Strand Elementary principal Gilane Groeneveld told the Prosser School District board that the school's improvement plan is already showing measurable progress for students at the district's lowest performance level. "Our goal is to get those students at that level to make 80% of those students to make a year's worth of growth," Groeneveld said, describing interventions, coaching cycles and weekly PLC data work aimed at accelerating learning.
The presentation outlined two SIP goals, recent school activities and assessment work. Groeneveld said the school had tracked an identified "emergency" cohort that was about 8% on track in October and that the cohort's on‑track rate had risen to roughly 40% after targeted interventions. The plan sets a target that 80% of that cohort make one year of growth and that 35% exceed annual growth; teachers use ARC for reading and i‑Ready diagnostics for math to monitor progress between statewide tests.
Board members pressed for clarity about assessment methods and asked the administration to provide more frequent growth snapshots rather than only annual SBA results. Administrators said the SBA is a single‑day summative measure but that ARC and i‑Ready provide daily or quarterly data that the district can use to show growth; staff offered to redact and circulate PLC tracking spreadsheets or to present monthly snapshots for the board and public.
Public comment and board discussion also turned to district finances. A community member, Jim, said he had listened to recent budget presentations and told the board "there's something... doesn't smell right with the budget," urging trustees to "dig in" and make tough decisions if necessary. In response, a board member said they had already begun a data review and another trustee reported arranging a detailed review with finance staff to produce the documents needed for a deeper analysis in January.
On routine business the board approved several motions by voice vote. The board adopted the second/final reading of Policy 5.005 with no changes, approved vouchers after questions about ESD services and child‑nutrition commodity charges, and approved consent items A and B. Administrators noted vendor line items such as services from an educational service district (ESD 123), security/maintenance vendors and OSPI Child Nutrition commodity orders.

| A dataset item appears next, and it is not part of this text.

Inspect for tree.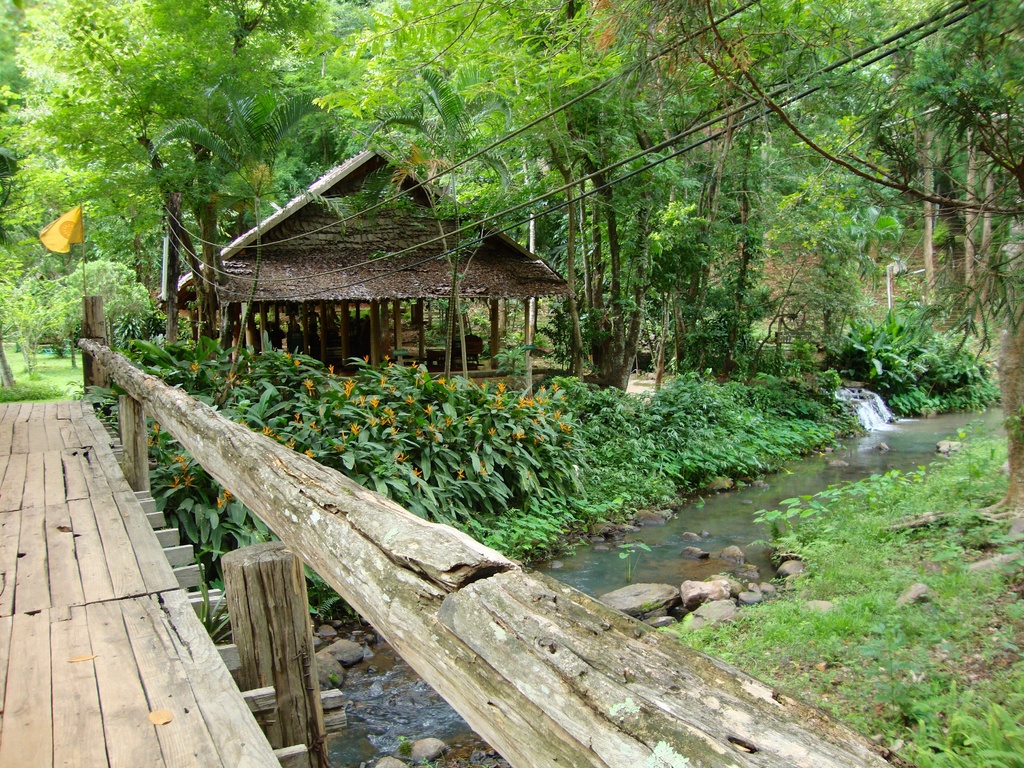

Other reports included district work restarting MTSS meetings, defining nonnegotiables across attendance, academics, SEL and behavior, development of common formative assessments and continued focus on math instruction. District staff said additional dual‑language grant funds were sought after a smaller award this year; the prior grant award referenced was larger than the current allocation and TBIP funds supplemented bilingual PD costs.
Administrators also reported human resources work: the district is implementing a Red Rover time‑and‑attendance system with vendor uploads that take about 6–8 weeks and a phased rollout planned to begin March 1; HR modules and payroll interfaces are expected to follow so the system is in place before next school year.
The board set a next meeting for Jan. 14 at 6 p.m. and adjourned.